Far out cosmology: space is not a medium (Introduction)

by David Turell @, Saturday, December 07, 2024, 18:26 (15 days ago) @ David Turell

like a Cheshire cat:

https://bigthink.com/starts-with-a-bang/fabric-space-cheshire-cat/?utm_source=rejoiner&...

"As absurd as it may seem, what we think of as “empty space” doesn’t have the properties fundamental to all media that waves travel through, making the fabric of space the Cheshire Cat of the very Universe itself.

***

"When it comes to how waves work, one of the simplest examples you can experiment with for yourself is to simply drop a stone into an otherwise still body of water, such as a pond or a puddle. As the stone strikes the water, it pushes the water down and out-of-the-way. This leads to a crest (or high point) forming in a circular pattern around where the stone struck the water, followed by a trough (or low point) behind it. Most often, a series of crests-and-troughs are produced: what physicists understand as a wave or a wave pattern. These waves are disturbances in the water itself: the water serves as a medium for this wave to travel through, and the wave propagates at a particular speed dependent on the properties of the water itself.

***

"Although there are many types of waves we encounter in our daily lives — sound waves, water waves, seismic waves, etc. — these are all examples of the same class of wave: traveling waves, which propagate across or through a medium, as opposed to standing waves. Water waves travel through the body of water itself; seismic waves on our planet travel through the Earth; sound waves typically travel through the air. The sensation of hearing arises when that air, full of compressions (peaks) and rarefactions (troughs) in density, then pushes against our eardrums, causing the hairs within our cochlea to vibrate, stimulating the nerves that detect sound.

***

"If light travels through a medium, and Earth is in motion, then we should be able to detect that motion with a sensitive enough experiment. That’s precisely what the Michelson-Morely experiments did in the 1880s: the same experiment we thought about with water ripples created in a river, but with light and the moving Earth rather than with water and a flowing river.

"Remarkably, the experiments found no evidence for this medium — or any medium — at all. Light traveled neither slower nor faster whether it moved with, against, or perpendicular to the Earth; it traveled at the same speed (the speed of light) no matter what experiment was performed.

***

"Einstein’s great insight was to consider the Cheshire Cat-like possibility that the medium does not exist! This was the great insight of special relativity: that light didn’t travel through a medium like other waves, where the motion of the medium (or the motion of the observer relative to the light wave) would change the wave’s speed. Instead, the speed of light itself was the constant, unchanging, universal property, and while a moving observer might see the light’s crests-and-troughs passing them more or less frequently dependent on their motion, the speed of light itself never changed.

"Ten years later, in 1915, Einstein incorporated gravity into the theory of relativity: giving rise to general relativity. Similar to how light is a wave in the electromagnetic field — even though the field itself can have any value, including zero, and even though there’s no medium needed for it to travel through — the gravitational field can have waves in it too: gravitational waves. Once again, as gravitational waves propagate, they can do so:

"...through any gravitational field, including in places where the gravitational field is zero,
and always move at the same speed — the speed of gravity — regardless of the motion of the source or the observer. As with light, there’s no evidence for the existence of a medium that appears in any experiment or observation, even though we’ve now detected hundreds of gravitational waves directly.

***

"Empty space (or spacetime) is certainly “real” in the sense that it exists; it’s where everything in the Universe lives! We’re certain that a medium isn’t necessary, and that if space itself is such a medium, it doesn’t have any of the traditional properties that we associate with any other known medium. All massless waves — light waves, gravitational waves, even gluon waves — travel at the same speed, as the speed of light and the speed of gravity are equal, but whether this is a hint of an underlying medium or just a fact of reality remains undetermined.

***

"It still may be the case that there is a medium, or some type of unknown aether, that truly does underlie all of reality, but if it does, we have no evidence for it. Nature is telling us that we have waves propagating in our Universe without the need for a medium at all: the most mysterious Cheshire Cat we’ve ever encountered."

Comment: space may be empty as far as a medium material is concerned but remember, it is filled with virtual particles according to quantum theory, popping into and out of existence all the time. Obviously God works as a quantum mechanic.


[Your goal] Transcription, pictures excluded: write out the data below exactly.
====== Stored data ======
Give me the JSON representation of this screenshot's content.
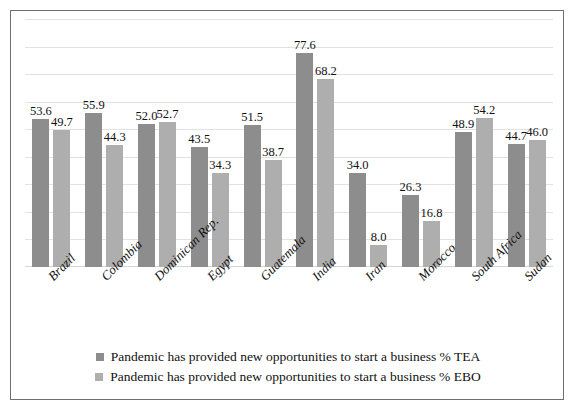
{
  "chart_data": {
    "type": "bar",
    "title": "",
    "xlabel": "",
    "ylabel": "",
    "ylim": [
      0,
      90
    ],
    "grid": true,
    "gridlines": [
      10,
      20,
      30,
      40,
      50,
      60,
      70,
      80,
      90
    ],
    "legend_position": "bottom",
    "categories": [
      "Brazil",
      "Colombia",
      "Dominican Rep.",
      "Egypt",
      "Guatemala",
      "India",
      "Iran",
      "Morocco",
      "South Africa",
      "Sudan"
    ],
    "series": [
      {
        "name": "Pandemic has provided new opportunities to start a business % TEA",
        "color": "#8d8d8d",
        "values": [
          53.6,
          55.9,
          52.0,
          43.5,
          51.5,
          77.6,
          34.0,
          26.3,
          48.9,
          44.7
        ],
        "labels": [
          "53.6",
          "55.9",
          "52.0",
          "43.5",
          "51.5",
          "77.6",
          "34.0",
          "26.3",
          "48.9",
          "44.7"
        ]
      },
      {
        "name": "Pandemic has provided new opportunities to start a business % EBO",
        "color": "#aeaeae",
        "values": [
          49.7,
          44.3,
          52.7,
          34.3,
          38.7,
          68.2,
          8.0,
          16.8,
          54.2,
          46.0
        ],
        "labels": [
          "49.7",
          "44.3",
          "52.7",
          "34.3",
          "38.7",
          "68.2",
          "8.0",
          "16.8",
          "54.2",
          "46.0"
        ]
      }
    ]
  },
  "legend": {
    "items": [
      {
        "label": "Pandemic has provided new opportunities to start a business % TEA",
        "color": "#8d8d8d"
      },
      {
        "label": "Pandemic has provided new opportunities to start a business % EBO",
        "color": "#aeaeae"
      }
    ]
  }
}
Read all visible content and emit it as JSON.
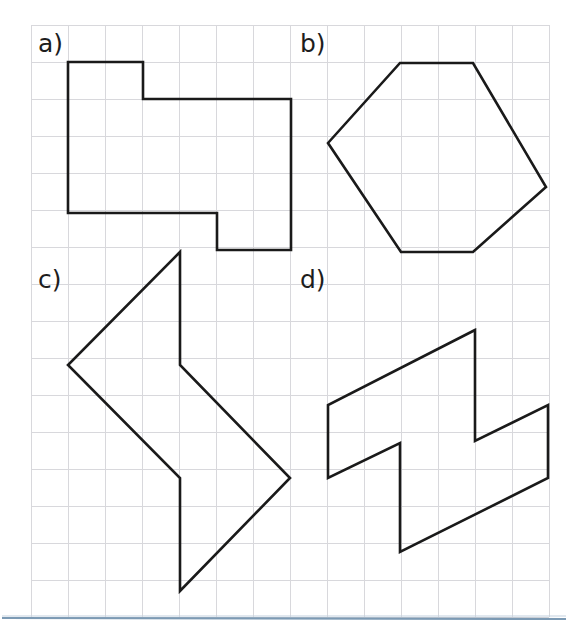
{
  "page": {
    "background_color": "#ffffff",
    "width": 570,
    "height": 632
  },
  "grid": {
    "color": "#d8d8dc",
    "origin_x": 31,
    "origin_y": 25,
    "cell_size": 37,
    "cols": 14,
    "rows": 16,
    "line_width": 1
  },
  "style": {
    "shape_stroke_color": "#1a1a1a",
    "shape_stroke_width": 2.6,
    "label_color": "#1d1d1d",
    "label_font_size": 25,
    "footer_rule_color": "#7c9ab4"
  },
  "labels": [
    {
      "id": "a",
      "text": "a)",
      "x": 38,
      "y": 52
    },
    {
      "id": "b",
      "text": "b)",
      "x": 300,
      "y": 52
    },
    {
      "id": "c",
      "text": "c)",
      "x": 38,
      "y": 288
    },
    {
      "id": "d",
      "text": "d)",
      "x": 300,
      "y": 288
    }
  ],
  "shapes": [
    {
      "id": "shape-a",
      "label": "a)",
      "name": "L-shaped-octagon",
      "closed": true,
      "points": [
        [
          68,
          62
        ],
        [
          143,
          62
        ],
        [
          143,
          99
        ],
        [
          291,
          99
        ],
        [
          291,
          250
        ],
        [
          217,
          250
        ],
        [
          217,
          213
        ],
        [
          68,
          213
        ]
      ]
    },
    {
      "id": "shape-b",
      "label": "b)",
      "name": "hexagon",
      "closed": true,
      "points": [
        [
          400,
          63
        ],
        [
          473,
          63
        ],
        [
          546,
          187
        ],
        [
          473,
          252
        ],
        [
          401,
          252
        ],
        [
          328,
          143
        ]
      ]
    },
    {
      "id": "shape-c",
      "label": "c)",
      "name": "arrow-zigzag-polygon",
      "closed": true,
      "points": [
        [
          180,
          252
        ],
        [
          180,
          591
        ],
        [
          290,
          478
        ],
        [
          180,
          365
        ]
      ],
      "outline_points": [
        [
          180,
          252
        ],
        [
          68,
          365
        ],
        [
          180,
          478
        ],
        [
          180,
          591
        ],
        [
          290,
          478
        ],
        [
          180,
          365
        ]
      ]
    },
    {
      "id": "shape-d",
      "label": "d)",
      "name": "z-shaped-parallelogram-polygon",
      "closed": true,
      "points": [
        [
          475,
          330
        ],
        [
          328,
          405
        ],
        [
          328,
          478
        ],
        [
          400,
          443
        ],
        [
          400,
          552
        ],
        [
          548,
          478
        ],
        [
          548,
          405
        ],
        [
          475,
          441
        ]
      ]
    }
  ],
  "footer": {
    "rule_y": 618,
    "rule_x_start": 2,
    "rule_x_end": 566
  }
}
======
[Finished exercise]
Give me the JSON representation of this screenshot's content.
{
  "chart_data": {
    "type": "bar",
    "title": "",
    "xlabel": "",
    "ylabel": "",
    "ylim": [
      0,
      90
    ],
    "grid": true,
    "gridlines": [
      10,
      20,
      30,
      40,
      50,
      60,
      70,
      80,
      90
    ],
    "legend_position": "bottom",
    "categories": [
      "Brazil",
      "Colombia",
      "Dominican Rep.",
      "Egypt",
      "Guatemala",
      "India",
      "Iran",
      "Morocco",
      "South Africa",
      "Sudan"
    ],
    "series": [
      {
        "name": "Pandemic has provided new opportunities to start a business % TEA",
        "color": "#8d8d8d",
        "values": [
          53.6,
          55.9,
          52.0,
          43.5,
          51.5,
          77.6,
          34.0,
          26.3,
          48.9,
          44.7
        ],
        "labels": [
          "53.6",
          "55.9",
          "52.0",
          "43.5",
          "51.5",
          "77.6",
          "34.0",
          "26.3",
          "48.9",
          "44.7"
        ]
      },
      {
        "name": "Pandemic has provided new opportunities to start a business % EBO",
        "color": "#aeaeae",
        "values": [
          49.7,
          44.3,
          52.7,
          34.3,
          38.7,
          68.2,
          8.0,
          16.8,
          54.2,
          46.0
        ],
        "labels": [
          "49.7",
          "44.3",
          "52.7",
          "34.3",
          "38.7",
          "68.2",
          "8.0",
          "16.8",
          "54.2",
          "46.0"
        ]
      }
    ]
  },
  "legend": {
    "items": [
      {
        "label": "Pandemic has provided new opportunities to start a business % TEA",
        "color": "#8d8d8d"
      },
      {
        "label": "Pandemic has provided new opportunities to start a business % EBO",
        "color": "#aeaeae"
      }
    ]
  }
}
Read all visible content and emit it as JSON.
{
  "page": {
    "background_color": "#ffffff",
    "width": 570,
    "height": 632
  },
  "grid": {
    "color": "#d8d8dc",
    "origin_x": 31,
    "origin_y": 25,
    "cell_size": 37,
    "cols": 14,
    "rows": 16,
    "line_width": 1
  },
  "style": {
    "shape_stroke_color": "#1a1a1a",
    "shape_stroke_width": 2.6,
    "label_color": "#1d1d1d",
    "label_font_size": 25,
    "footer_rule_color": "#7c9ab4"
  },
  "labels": [
    {
      "id": "a",
      "text": "a)",
      "x": 38,
      "y": 52
    },
    {
      "id": "b",
      "text": "b)",
      "x": 300,
      "y": 52
    },
    {
      "id": "c",
      "text": "c)",
      "x": 38,
      "y": 288
    },
    {
      "id": "d",
      "text": "d)",
      "x": 300,
      "y": 288
    }
  ],
  "shapes": [
    {
      "id": "shape-a",
      "label": "a)",
      "name": "L-shaped-octagon",
      "closed": true,
      "points": [
        [
          68,
          62
        ],
        [
          143,
          62
        ],
        [
          143,
          99
        ],
        [
          291,
          99
        ],
        [
          291,
          250
        ],
        [
          217,
          250
        ],
        [
          217,
          213
        ],
        [
          68,
          213
        ]
      ]
    },
    {
      "id": "shape-b",
      "label": "b)",
      "name": "hexagon",
      "closed": true,
      "points": [
        [
          400,
          63
        ],
        [
          473,
          63
        ],
        [
          546,
          187
        ],
        [
          473,
          252
        ],
        [
          401,
          252
        ],
        [
          328,
          143
        ]
      ]
    },
    {
      "id": "shape-c",
      "label": "c)",
      "name": "arrow-zigzag-polygon",
      "closed": true,
      "points": [
        [
          180,
          252
        ],
        [
          180,
          591
        ],
        [
          290,
          478
        ],
        [
          180,
          365
        ]
      ],
      "outline_points": [
        [
          180,
          252
        ],
        [
          68,
          365
        ],
        [
          180,
          478
        ],
        [
          180,
          591
        ],
        [
          290,
          478
        ],
        [
          180,
          365
        ]
      ]
    },
    {
      "id": "shape-d",
      "label": "d)",
      "name": "z-shaped-parallelogram-polygon",
      "closed": true,
      "points": [
        [
          475,
          330
        ],
        [
          328,
          405
        ],
        [
          328,
          478
        ],
        [
          400,
          443
        ],
        [
          400,
          552
        ],
        [
          548,
          478
        ],
        [
          548,
          405
        ],
        [
          475,
          441
        ]
      ]
    }
  ],
  "footer": {
    "rule_y": 618,
    "rule_x_start": 2,
    "rule_x_end": 566
  }
}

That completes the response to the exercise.